Anchor Text
An anchor text is a visible text token string in a hypertext document that is associated with a hyperlink (that points to a destination document).
- AKA: Link Label, Link Title, Hyperlink Text.
- Context:
- It can (typically) appear in a different Font than the surrounding text (e.g. as Underlined Text).
- It can be an Informational Anchor Text or a Non-Information Anchor Text.
- It can be a within an Anchor Text Summary (that contains the preceding and succeeding text).
- It can be a member of an Anchor Text Document and be in an Anchor Text Relation with another Anchor Text.
- It can be a summary of the Destination Page.
- …
- Example(s):
- “Here”
- a Web Page Anchor Text.
- a Wiki Page Anchor Text.
- …
- Counter-Example(s):
- an Anchor Image.
- a Hypertext Document.
- See: Wiki Page Label.
References
2009
- http://en.wikipedia.org/wiki/Anchor_text
- The anchor text, link label or link title is the visible, clickable text in a hyperlink. The words contained in the anchor text can determine the ranking that the page will receive by search engines. Since 1998, some web browsers have added the ability to show a tooltip for a hyperlink before it is selected. Not all links have anchor texts because it may be obvious where the link will lead due to the context in which it is used. Anchor texts normally remain below 60 characters. Different browsers will display anchor texts differently.
2004
- (Kraft & Zien, 2004) ⇒ Reiner Kraft, and Jason Zien. (2004). “Mining anchor text for query refinement.” In: Proceedings of the 13th International Conference on World Wide Web (WWW 2004). 10.1145/988672.988763
- QUOTE:A recent study (Eiron & McCurley, 2003) examined several aspects of anchor text (e.g., their relationship to titles, the frequency of queries that can be satisfied by anchor text alone) in a large intranet. They showed evidence that anchor text summaries, on a statistical basis at least, look very much like real user queries. This is because most anchor texts are succinct descriptions of the destination page. …
We define anchor text to be the “underlined or highlighted clickable text” that is displayed for a hyperlink in an HTML page when rendered in a Web browser (the text that appears within the bounds of an
<a></a>
HTML tag). For instance, for a tag of the form:<a href="index.html">foo</a>
we would say that the anchor text is “foo”, which is associated with the document “index.html”. All of the anchor text in a document corpus pointing to a target document is referred to as anchor text document for that document. So for each document with hyperlinks pointing to it (e.g., “index.html”) we have an “about” document or simply anchor text document that comprises all anchor texts for that target. We also use the synonym anchor text summary that refers to anchor text. However, an anchor text summary may also include some text before or after the anchor text to better capture the context of the anchor text. … We define the term window to be a number of consecutive terms. When we say we are using a window size of k this means we are looking at k consecutive terms. The window size was used as a parameter for our algorithms. For instance, we investigated the effect of counting stop words (see Appendix B for the list) or not for choosing good refinements by considering the window size parameter. For instance, suppose we choose a window of size two. … We used the following stop words for anchor text:
ibm web site website websites link next topic domain prev previous page to the for and of an or not a click here - &
- QUOTE:A recent study (Eiron & McCurley, 2003) examined several aspects of anchor text (e.g., their relationship to titles, the frequency of queries that can be satisfied by anchor text alone) in a large intranet. They showed evidence that anchor text summaries, on a statistical basis at least, look very much like real user queries. This is because most anchor texts are succinct descriptions of the destination page. …
2003
- (Eiron & McCurley, 2003) ⇒ Nadav Eiron and Kevin S. McCurley. 2003. Analysis of anchor text for web search. In: Proceedings of the 26th annual international ACM SIGIR conference on Research and development in information retrieval (SIGIR '03). ACM, New York, NY, USA, 459-460. DOI=10.1145/860435.860550 http://doi.acm.org/10.1145/860435.860550
1998
- (Brin & Page, 1998) ⇒ Sergey Brin, and Larry Page. (1998). “The Anatomy of a Large-Scale Hypertextual Web Search Engine.” In: Proceedings of the Seventh International World Wide Web Conference (WWW 1998). doi:10.1016/S0169-7552(98)00110-X
1994
- (McBryan, 1994) ⇒ O. A. McBryan. (1994). “GENVL and WWWW: Tools for taming the web.” In: World Wide Web Conference (WWW 1994).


> _What needs to be done_
Repeat, word for word, each of the records shown below, without their pictures.
--- START ---
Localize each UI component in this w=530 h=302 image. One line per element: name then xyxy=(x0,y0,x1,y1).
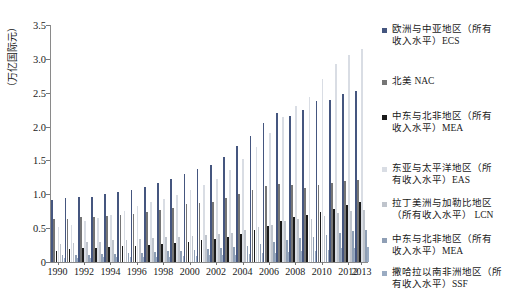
x-axis-tick-label: 1992 xyxy=(74,266,94,277)
bar-group xyxy=(170,25,184,262)
legend-item-lcn[interactable]: 拉丁美洲与加勒比地区 （所有收入水平） LCN xyxy=(382,198,493,221)
bar-group xyxy=(276,25,290,262)
bar-group xyxy=(236,25,250,262)
bar-group xyxy=(104,25,118,262)
legend-swatch-icon xyxy=(382,167,387,172)
x-axis-tick-label: 2008 xyxy=(285,266,305,277)
x-axis-tick-mark xyxy=(137,262,138,265)
bar-group xyxy=(65,25,79,262)
legend-swatch-icon xyxy=(382,271,387,276)
x-axis-tick-label: 1996 xyxy=(127,266,147,277)
x-axis-tick-mark xyxy=(190,262,191,265)
bar-group xyxy=(144,25,158,262)
legend-item-eas[interactable]: 东亚与太平洋地区（所 有收入水平）EAS xyxy=(382,163,492,186)
x-axis-tick-mark xyxy=(322,262,323,265)
x-axis-tick-label: 2002 xyxy=(206,266,226,277)
y-axis-tick-label: 2.5 xyxy=(33,87,46,98)
legend-item-ecs[interactable]: 欧洲与中亚地区（所有 收入水平）ECS xyxy=(382,24,492,47)
bar-group xyxy=(355,25,369,262)
legend-swatch-icon xyxy=(382,202,387,207)
bar-group xyxy=(210,25,224,262)
y-axis-tick-label: 2.0 xyxy=(33,121,46,132)
bar-group xyxy=(263,25,277,262)
y-axis-tick-label: 3.5 xyxy=(33,20,46,31)
bar-groups xyxy=(51,25,368,262)
bar-group xyxy=(91,25,105,262)
legend-label: 欧洲与中亚地区（所有 收入水平）ECS xyxy=(392,24,492,47)
legend-item-nac[interactable]: 北美 NAC xyxy=(382,76,434,88)
x-axis-line xyxy=(50,262,368,263)
x-axis-tick-mark xyxy=(84,262,85,265)
y-axis-tick-labels: 00.51.01.52.02.53.03.5 xyxy=(18,0,46,302)
legend-swatch-icon xyxy=(382,238,387,243)
legend-label: 北美 NAC xyxy=(392,76,434,88)
legend-swatch-icon xyxy=(382,80,387,85)
x-axis-tick-mark xyxy=(163,262,164,265)
x-axis-tick-mark xyxy=(361,262,362,265)
bar-group xyxy=(131,25,145,262)
x-axis-tick-mark xyxy=(269,262,270,265)
bar-group xyxy=(329,25,343,262)
x-axis-tick-mark xyxy=(295,262,296,265)
bar-group xyxy=(184,25,198,262)
bar-group xyxy=(78,25,92,262)
bar-group xyxy=(302,25,316,262)
legend-item-mea[interactable]: 中东与北非地区（所有 收入水平）MEA xyxy=(382,111,492,134)
bar-group xyxy=(223,25,237,262)
legend-label: 中东与北非地区（所有 收入水平）MEA xyxy=(392,111,492,134)
y-axis-tick-label: 0.5 xyxy=(33,223,46,234)
x-axis-tick-label: 1990 xyxy=(48,266,68,277)
bar-group xyxy=(197,25,211,262)
y-axis-tick-label: 3.0 xyxy=(33,53,46,64)
legend-item-ssf[interactable]: 撒哈拉以南非洲地区（所 有收入水平）SSF xyxy=(382,267,502,290)
legend-item-mea[interactable]: 中东与北非地区（所有 收入水平）MEA xyxy=(382,234,492,257)
legend-label: 中东与北非地区（所有 收入水平）MEA xyxy=(392,234,492,257)
y-axis-title: （万亿国际元） xyxy=(4,0,19,92)
x-axis-tick-label: 2000 xyxy=(180,266,200,277)
bar-group xyxy=(51,25,65,262)
x-axis-tick-label: 1998 xyxy=(153,266,173,277)
legend-swatch-icon xyxy=(382,115,387,120)
x-axis-tick-mark xyxy=(110,262,111,265)
legend-swatch-icon xyxy=(382,28,387,33)
chart-legend: 欧洲与中亚地区（所有 收入水平）ECS北美 NAC中东与北非地区（所有 收入水平… xyxy=(382,0,530,302)
legend-label: 东亚与太平洋地区（所 有收入水平）EAS xyxy=(392,163,492,186)
y-axis-tick-label: 1.5 xyxy=(33,155,46,166)
x-axis-tick-mark xyxy=(243,262,244,265)
legend-label: 拉丁美洲与加勒比地区 （所有收入水平） LCN xyxy=(392,198,493,221)
bar-group xyxy=(117,25,131,262)
x-axis-tick-mark xyxy=(58,262,59,265)
legend-label: 撒哈拉以南非洲地区（所 有收入水平）SSF xyxy=(392,267,502,290)
plot-area: （万亿国际元） 00.51.01.52.02.53.03.5 199019921… xyxy=(0,0,380,302)
x-axis-tick-mark xyxy=(216,262,217,265)
bar-group xyxy=(250,25,264,262)
x-axis-tick-label: 1994 xyxy=(100,266,120,277)
x-axis-tick-label: 2006 xyxy=(259,266,279,277)
x-axis-tick-label: 2004 xyxy=(233,266,253,277)
x-axis-tick-label: 2010 xyxy=(312,266,332,277)
bar xyxy=(367,247,369,262)
bar-group xyxy=(342,25,356,262)
bar-group xyxy=(316,25,330,262)
chart-root: （万亿国际元） 00.51.01.52.02.53.03.5 199019921… xyxy=(0,0,530,302)
bar-group xyxy=(289,25,303,262)
x-axis-tick-label: 2013 xyxy=(351,266,371,277)
x-axis-tick-mark xyxy=(348,262,349,265)
bar-group xyxy=(157,25,171,262)
y-axis-tick-label: 1.0 xyxy=(33,189,46,200)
--- END ---
> _Result of this exercise_
Localize each UI component in this w=530 h=302 image. One line per element: name then xyxy=(x0,y0,x1,y1).
x-axis-tick-label: 1992 xyxy=(74,266,94,277)
bar-group xyxy=(170,25,184,262)
legend-item-lcn[interactable]: 拉丁美洲与加勒比地区 （所有收入水平） LCN xyxy=(382,198,493,221)
bar-group xyxy=(276,25,290,262)
bar-group xyxy=(236,25,250,262)
bar-group xyxy=(104,25,118,262)
legend-swatch-icon xyxy=(382,167,387,172)
x-axis-tick-label: 2008 xyxy=(285,266,305,277)
x-axis-tick-mark xyxy=(137,262,138,265)
bar-group xyxy=(65,25,79,262)
legend-swatch-icon xyxy=(382,271,387,276)
x-axis-tick-label: 1996 xyxy=(127,266,147,277)
x-axis-tick-mark xyxy=(190,262,191,265)
bar-group xyxy=(144,25,158,262)
legend-item-eas[interactable]: 东亚与太平洋地区（所 有收入水平）EAS xyxy=(382,163,492,186)
x-axis-tick-mark xyxy=(322,262,323,265)
x-axis-tick-label: 2002 xyxy=(206,266,226,277)
y-axis-tick-label: 2.5 xyxy=(33,87,46,98)
legend-item-ecs[interactable]: 欧洲与中亚地区（所有 收入水平）ECS xyxy=(382,24,492,47)
bar-group xyxy=(355,25,369,262)
legend-swatch-icon xyxy=(382,202,387,207)
bar-group xyxy=(210,25,224,262)
y-axis-tick-label: 2.0 xyxy=(33,121,46,132)
bar-group xyxy=(263,25,277,262)
y-axis-tick-label: 3.5 xyxy=(33,20,46,31)
bar-groups xyxy=(51,25,368,262)
bar-group xyxy=(91,25,105,262)
legend-label: 欧洲与中亚地区（所有 收入水平）ECS xyxy=(392,24,492,47)
legend-item-nac[interactable]: 北美 NAC xyxy=(382,76,434,88)
x-axis-line xyxy=(50,262,368,263)
x-axis-tick-mark xyxy=(84,262,85,265)
y-axis-tick-labels: 00.51.01.52.02.53.03.5 xyxy=(18,0,46,302)
legend-swatch-icon xyxy=(382,238,387,243)
legend-label: 北美 NAC xyxy=(392,76,434,88)
legend-swatch-icon xyxy=(382,80,387,85)
x-axis-tick-mark xyxy=(163,262,164,265)
x-axis-tick-mark xyxy=(361,262,362,265)
bar-group xyxy=(131,25,145,262)
x-axis-tick-mark xyxy=(269,262,270,265)
bar-group xyxy=(329,25,343,262)
x-axis-tick-mark xyxy=(295,262,296,265)
bar-group xyxy=(184,25,198,262)
bar-group xyxy=(78,25,92,262)
bar-group xyxy=(302,25,316,262)
legend-item-mea[interactable]: 中东与北非地区（所有 收入水平）MEA xyxy=(382,111,492,134)
bar-group xyxy=(223,25,237,262)
legend-label: 中东与北非地区（所有 收入水平）MEA xyxy=(392,111,492,134)
y-axis-tick-label: 0.5 xyxy=(33,223,46,234)
x-axis-tick-label: 1990 xyxy=(48,266,68,277)
bar-group xyxy=(197,25,211,262)
y-axis-tick-label: 3.0 xyxy=(33,53,46,64)
legend-item-ssf[interactable]: 撒哈拉以南非洲地区（所 有收入水平）SSF xyxy=(382,267,502,290)
legend-item-mea[interactable]: 中东与北非地区（所有 收入水平）MEA xyxy=(382,234,492,257)
legend-label: 中东与北非地区（所有 收入水平）MEA xyxy=(392,234,492,257)
y-axis-title: （万亿国际元） xyxy=(4,0,19,92)
x-axis-tick-label: 2000 xyxy=(180,266,200,277)
bar-group xyxy=(51,25,65,262)
x-axis-tick-label: 1998 xyxy=(153,266,173,277)
legend-swatch-icon xyxy=(382,115,387,120)
x-axis-tick-mark xyxy=(110,262,111,265)
legend-swatch-icon xyxy=(382,28,387,33)
chart-legend: 欧洲与中亚地区（所有 收入水平）ECS北美 NAC中东与北非地区（所有 收入水平… xyxy=(382,0,530,302)
legend-label: 东亚与太平洋地区（所 有收入水平）EAS xyxy=(392,163,492,186)
y-axis-tick-label: 1.5 xyxy=(33,155,46,166)
x-axis-tick-mark xyxy=(243,262,244,265)
legend-label: 拉丁美洲与加勒比地区 （所有收入水平） LCN xyxy=(392,198,493,221)
bar-group xyxy=(117,25,131,262)
x-axis-tick-mark xyxy=(58,262,59,265)
legend-label: 撒哈拉以南非洲地区（所 有收入水平）SSF xyxy=(392,267,502,290)
plot-area: （万亿国际元） 00.51.01.52.02.53.03.5 199019921… xyxy=(0,0,380,302)
x-axis-tick-mark xyxy=(216,262,217,265)
bar-group xyxy=(250,25,264,262)
x-axis-tick-label: 1994 xyxy=(100,266,120,277)
x-axis-tick-label: 2006 xyxy=(259,266,279,277)
x-axis-tick-label: 2004 xyxy=(233,266,253,277)
x-axis-tick-label: 2010 xyxy=(312,266,332,277)
bar xyxy=(367,247,369,262)
bar-group xyxy=(342,25,356,262)
bar-group xyxy=(316,25,330,262)
chart-root: （万亿国际元） 00.51.01.52.02.53.03.5 199019921… xyxy=(0,0,530,302)
bar-group xyxy=(289,25,303,262)
x-axis-tick-label: 2013 xyxy=(351,266,371,277)
x-axis-tick-mark xyxy=(348,262,349,265)
bar-group xyxy=(157,25,171,262)
y-axis-tick-label: 1.0 xyxy=(33,189,46,200)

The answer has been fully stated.